In a column at the end of February, I dedicated a few words to the idea that a central feature of what makes a local arts community strong is its willingness and capacity for inviting in what is not local, being a good host, connecting what’s inside our borders with what’s outside.
In that spirit, let me append here a brief live review of local band Otis Shanty, which performed at the New Colossus music festival on the Lower East Side of New York City at the start of March, along with a few other local artists such as Winkler, The Croaks and Worcester’s Mister Motivation.
“Somerville’s Otis Shanty peppered their set with new material. What counts as ‘new’? Anything after their superlative EP ‘Early Bird,’ and for sure after their LP ‘Up On The Hill.’ The indie rockers have a quietly sophisticated approach, using their four-piece to mix sound textures like paints on a palette. Lead singer and multi-instrumentalist (chiefly synth, with the occasional trumpet cameo) Sadye Bobbette split time with other voices on one or two of the newer tunes. Shanty Town is neither Licksville, Riffopolis, Hook City nor Earworm Central. You are not going to be chanting their signature melodies after your team scores a touchdown at the Big Game. They have their golden moments, though, and win you over through an accumulation of small Sunday morning epiphanies.”

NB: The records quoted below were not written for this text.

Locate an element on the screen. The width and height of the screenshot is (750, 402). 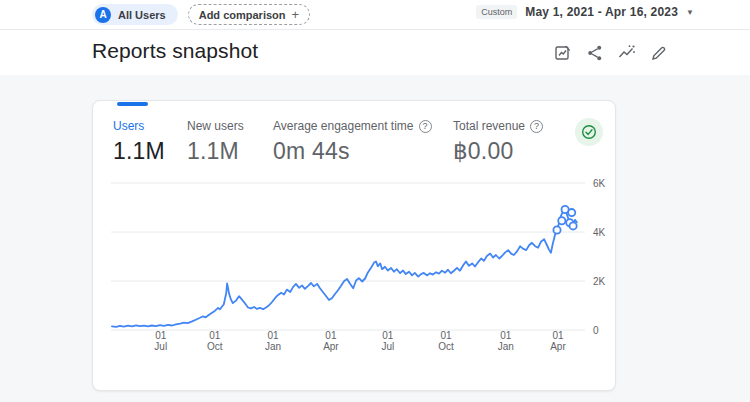
scorecard-users: Users 1.1M is located at coordinates (139, 142).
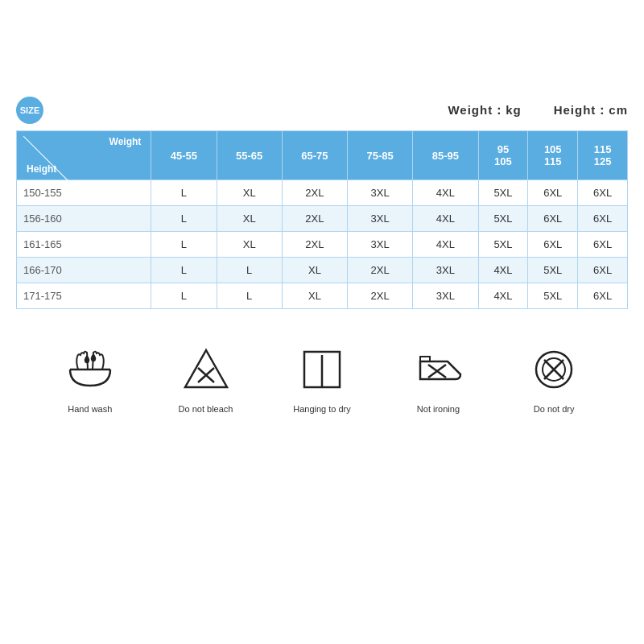 This screenshot has height=644, width=644. Describe the element at coordinates (84, 219) in the screenshot. I see `height-cell: 156-160` at that location.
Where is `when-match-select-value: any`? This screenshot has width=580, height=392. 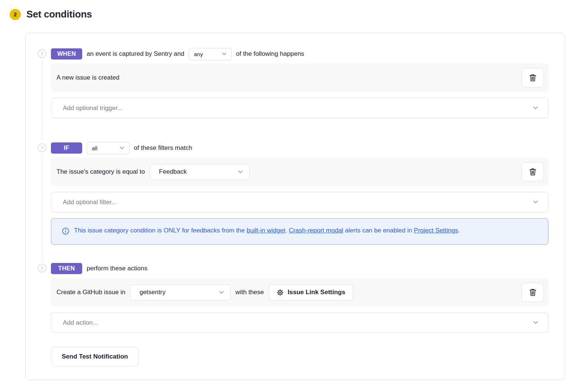
when-match-select-value: any is located at coordinates (199, 54).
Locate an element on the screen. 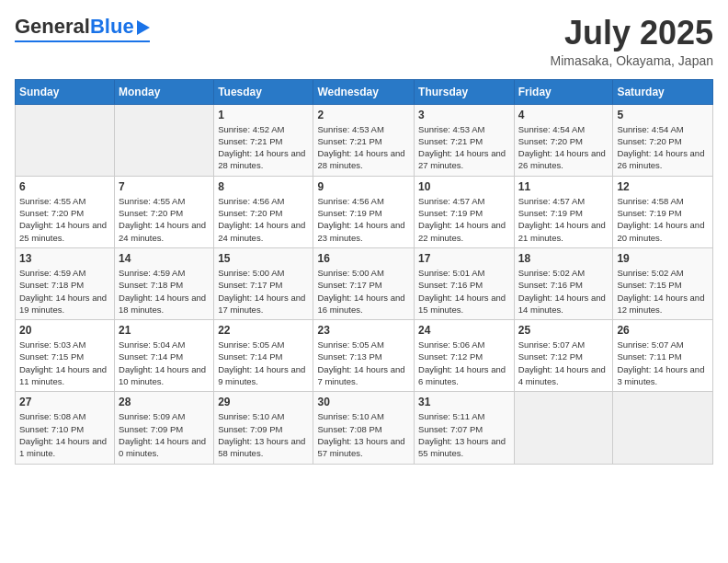 Image resolution: width=728 pixels, height=563 pixels. day-number: 15 is located at coordinates (263, 259).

The review is part of a comprehensive recap of the six-day event posted in full at Hump Day News. A particularly beautiful part of the festival is how it unfolds across a number of small clubs instead of a single central location. Not unlike the sublime sprawl of the Boston Celtic Music Festival or Nice, A Fest. If local bands want a crash course in the Lower East Side club scene, scoring a gig at New Colossus is a pretty good start.
Michael Gutierrez is an author, educator, activist and editor-in-chief at Hump Day News.